China Millet Prices Edge Higher as Weather Stays Favourable and Demand Steady
Concise late-June 2026 update on China millet prices, supply-demand drivers, weather, trade flows and a 3-day FOB Beijing price outlook in EUR.
Prices
FOB Beijing offers for hulled yellow millet on 25 June 2026 show a modest uptick versus mid‑June, indicating a stable but slightly firmer market for Chinese origin. Broader reference data place China’s average millet export price around USD 0.80/kg in June 2026, broadly aligned with these indications and underlining that the current levels are not extreme by recent standards.
Ukrainian millet indications (FCA/FOB Odesa) remain well below Chinese levels on a EUR/kg basis, reflecting freight, quality mix and risk premia, but these have eased slightly in mid‑June and do not yet exert strong pressure on Chinese FOB prices. Global coarse grain outlooks from major agencies point to slightly higher 2025/26 millet output, which caps longer‑term upside, yet this effect is gradual and not strongly visible in spot Chinese prices.
Supply & Demand
China’s overall grain supply remains ample, with official June assessments describing a generally balanced situation for major crops; this reduces the risk of spillover panic buying into minor grains such as millet. Domestic demand is supported by steady consumption of traditional coarse grains and healthy foods, while feed compounders mainly rely on corn and barley, using millet only in niche applications, which limits volatility.
Internationally, the latest coarse grain outlook from the USDA shows rising global millet production for 2025/26, alongside high barley and adequate corn supplies, keeping world buyers relatively relaxed. Strong Chinese foreign trade growth in the first five months of 2026 confirms robust macro demand but does not yet signal any sharp change in minor grain import or export policies, so trade flows for millet are likely to stay stable in the short term.
Weather & Crop Conditions (Region: China)
Weather in key millet‑growing areas of North and Northeast China in late June is seasonally warm with intermittent showers, without clear signs of either severe drought or flooding stress. Publicly available market commentary on Chinese coarse grains has recently focused more on earlier weather impacts to corn than on current stress to minor cereals, suggesting that millet stands in comparatively favourable condition.
With soil moisture generally adequate and no immediate heatwave threat highlighted in recent agricultural updates, short‑term production risk for the new millet crop appears limited. This weather backdrop helps explain why prices are firm rather than aggressively bullish: buyers are willing to pay slightly more for nearby coverage but see no reason to panic ahead of harvest.
Fundamentals & Drivers
- Macro trade backdrop: China’s goods trade value in May 2026 grew nearly 17% year on year, signalling healthy external demand and smooth port logistics, which supports confidence in agricultural exports, including specialty grains like millet.
- Feed grain competition: International projections show rising global supplies of other feed grains (corn, barley, oats), keeping substitution options open for importers and limiting any sharp demand spike for millet from the feed channel.
- Policy & regulation: Recent Chinese trade and licensing measures have concentrated on industrial and strategic products, with no fresh restrictions reported on minor cereals in the last few days, leaving millet trade governed by normal commercial economics.
Trading Outlook (Next 3–7 Days)
- Buyers (food & niche feed): Consider covering near‑term needs at current FOB Beijing levels; the market tone is mildly bullish but weather and global grain supply argue against a sharp rally in the immediate term.
- Sellers (Chinese exporters): Maintain offer discipline slightly above recent lows; with global coarse grain supply comfortable, aggressively discounting is unlikely to generate proportionally higher volume.
- Importers comparing origins: Monitor Ukrainian and other Black Sea offers as a cheaper alternative on a delivered basis, but factor in freight, quality, and risk differences; no immediate trigger is visible to force Chinese prices lower.
3‑Day Directional Price Indication (Region: CN)
Given the stable weather outlook and comfortable wider grain supplies, the most likely scenario for the next three days is a narrow trading range with a gentle upward bias, driven by routine nearby demand rather than any new shock.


Assignment | An exact restatement is required. Cover only the lines of the records from the first through the line with "Image is 644x339 pixels.", and skip pictures.

Interface dataset entries
•••

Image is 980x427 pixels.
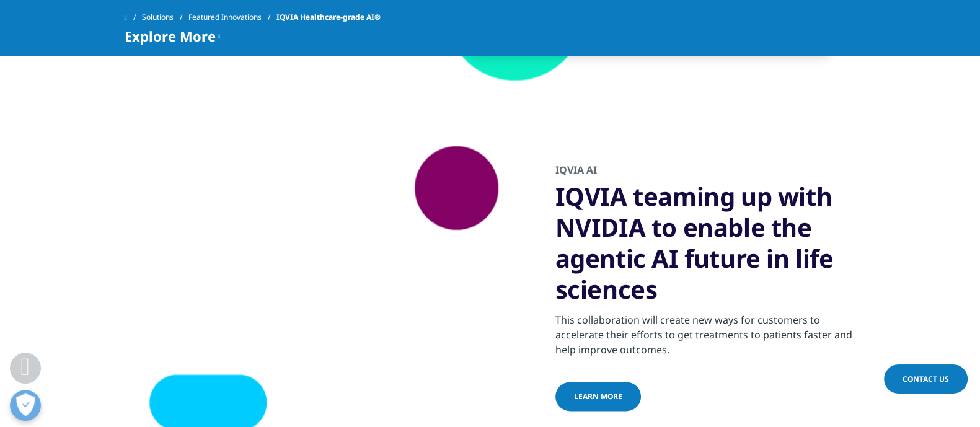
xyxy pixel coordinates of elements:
a: Featured Innovations [188,6,276,29]
h3: IQVIA teaming up with NVIDIA to enable the agentic AI future in life sciences [555,181,856,305]
span: IQVIA Healthcare-grade AI® [276,6,381,29]
a: Solutions [142,6,188,29]
span: Contact Us [902,374,949,384]
a: Contact Us [884,364,968,394]
button: Open Preferences [10,390,41,421]
div: This collaboration will create new ways for customers to accelerate their efforts to get treatmen... [555,305,856,356]
span: Learn more [574,391,622,401]
h2: IQVIA AI [555,163,856,181]
span: Explore More [125,29,216,43]
a: Learn more [555,381,640,411]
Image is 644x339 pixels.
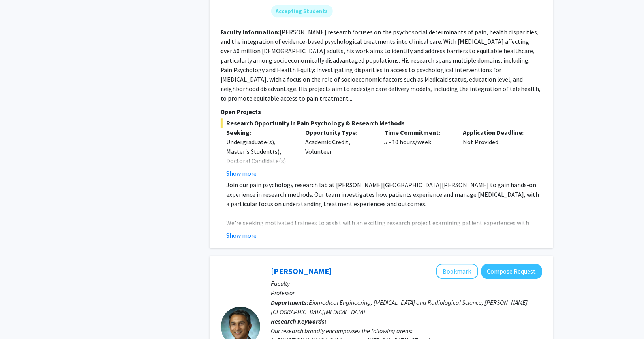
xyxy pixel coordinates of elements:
div: Undergraduate(s), Master's Student(s), Doctoral Candidate(s) (PhD, MD, DMD, PharmD, etc.), Postdo... [227,137,294,232]
button: Show more [227,231,257,240]
p: Join our pain psychology research lab at [PERSON_NAME][GEOGRAPHIC_DATA][PERSON_NAME] to gain hand... [227,180,542,209]
button: Compose Request to Arvind Pathak [481,264,542,279]
p: Application Deadline: [463,128,530,137]
p: Open Projects [220,107,542,116]
p: Seeking: [227,128,294,137]
mat-chip: Accepting Students [271,5,333,17]
span: Research Opportunity in Pain Psychology & Research Methods [220,118,542,128]
a: [PERSON_NAME] [271,266,332,276]
fg-read-more: [PERSON_NAME] research focuses on the psychosocial determinants of pain, health disparities, and ... [220,28,541,102]
div: Academic Credit, Volunteer [299,128,378,178]
p: Professor [271,288,542,298]
p: We're seeking motivated trainees to assist with an exciting research project examining patient ex... [227,218,542,237]
b: Departments: [271,298,309,307]
div: 5 - 10 hours/week [378,128,457,178]
p: Time Commitment: [384,128,451,137]
p: Opportunity Type: [305,128,373,137]
button: Add Arvind Pathak to Bookmarks [436,264,478,279]
span: Biomedical Engineering, [MEDICAL_DATA] and Radiological Science, [PERSON_NAME][GEOGRAPHIC_DATA][M... [271,298,528,316]
div: Not Provided [457,128,536,178]
b: Faculty Information: [220,28,280,36]
b: Research Keywords: [271,317,327,325]
p: Faculty [271,279,542,288]
button: Show more [227,169,257,178]
iframe: Chat [6,304,34,333]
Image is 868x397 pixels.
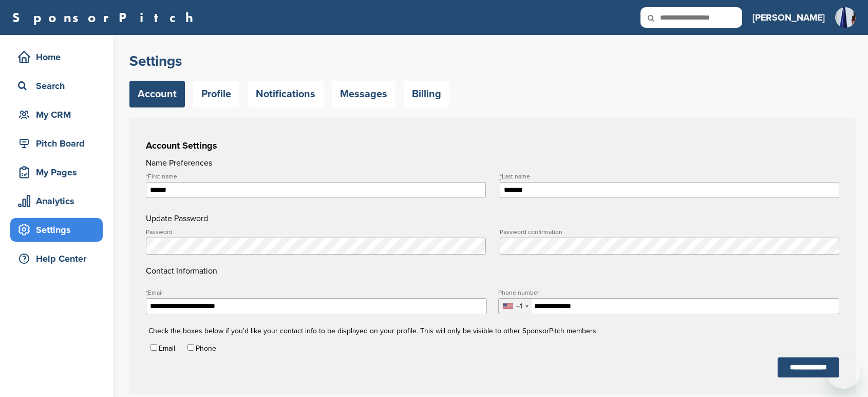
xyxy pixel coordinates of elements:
[498,289,839,296] label: Phone number
[10,131,103,155] a: Pitch Board
[15,192,103,210] div: Analytics
[15,77,103,95] div: Search
[130,52,855,71] h2: Settings
[499,174,839,180] label: Last name
[753,10,825,24] h3: [PERSON_NAME]
[10,160,103,184] a: My Pages
[403,81,450,107] a: Billing
[499,173,502,180] abbr: required
[10,189,103,213] a: Analytics
[146,157,839,169] h4: Name Preferences
[15,105,103,124] div: My CRM
[15,221,103,239] div: Settings
[10,218,103,242] a: Settings
[499,228,839,235] label: Password confirmation
[146,228,486,235] label: Password
[516,303,522,310] div: +1
[195,344,216,352] label: Phone
[10,247,103,271] a: Help Center
[10,46,103,69] a: Home
[130,81,185,107] a: Account
[10,103,103,126] a: My CRM
[15,48,103,67] div: Home
[146,289,487,296] label: Email
[498,298,531,314] div: Selected country
[13,11,200,24] a: SponsorPitch
[146,174,486,180] label: First name
[158,344,175,352] label: Email
[146,212,839,225] h4: Update Password
[15,134,103,153] div: Pitch Board
[146,289,148,296] abbr: required
[248,81,323,107] a: Notifications
[15,249,103,268] div: Help Center
[146,138,839,153] h3: Account Settings
[15,163,103,181] div: My Pages
[827,356,860,389] iframe: Button to launch messaging window
[753,6,825,29] a: [PERSON_NAME]
[332,81,396,107] a: Messages
[193,81,239,107] a: Profile
[146,173,148,180] abbr: required
[10,74,103,98] a: Search
[146,228,839,277] h4: Contact Information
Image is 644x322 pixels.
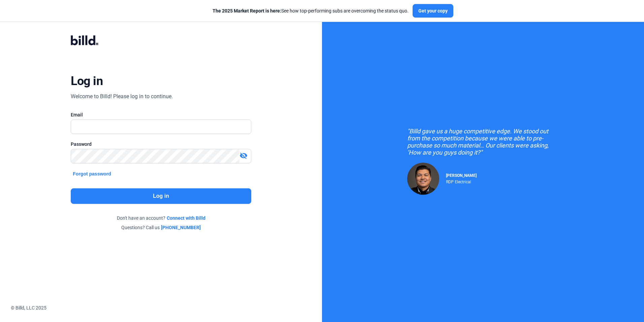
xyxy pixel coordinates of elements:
button: Log in [70,189,251,204]
a: Connect with Billd [167,215,205,221]
div: See how top-performing subs are overcoming the status quo. [213,8,409,14]
div: Password [70,141,251,148]
div: RDP Electrical [446,178,477,184]
div: Don't have an account? [70,215,251,221]
div: "Billd gave us a huge competitive edge. We stood out from the competition because we were able to... [407,127,559,156]
a: [PHONE_NUMBER] [161,224,201,231]
div: Welcome to Billd! Please log in to continue. [70,92,173,101]
span: [PERSON_NAME] [446,173,477,178]
button: Forgot password [70,170,113,178]
div: Log in [70,74,103,88]
img: Raul Pacheco [407,163,440,195]
div: Email [70,112,251,118]
mat-icon: visibility_off [240,152,248,159]
button: Get your copy [413,4,454,18]
div: Questions? Call us [70,224,251,231]
span: The 2025 Market Report is here: [213,8,281,13]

•••

Finished task |
Image is 980x427 pixels.
xyxy pixel coordinates of elements:
a: Featured Innovations [188,6,276,29]
h3: IQVIA teaming up with NVIDIA to enable the agentic AI future in life sciences [555,181,856,305]
span: IQVIA Healthcare-grade AI® [276,6,381,29]
a: Solutions [142,6,188,29]
span: Contact Us [902,374,949,384]
a: Contact Us [884,364,968,394]
button: Open Preferences [10,390,41,421]
div: This collaboration will create new ways for customers to accelerate their efforts to get treatmen... [555,305,856,356]
span: Learn more [574,391,622,401]
h2: IQVIA AI [555,163,856,181]
span: Explore More [125,29,216,43]
a: Learn more [555,381,640,411]
Image is 644x339 pixels.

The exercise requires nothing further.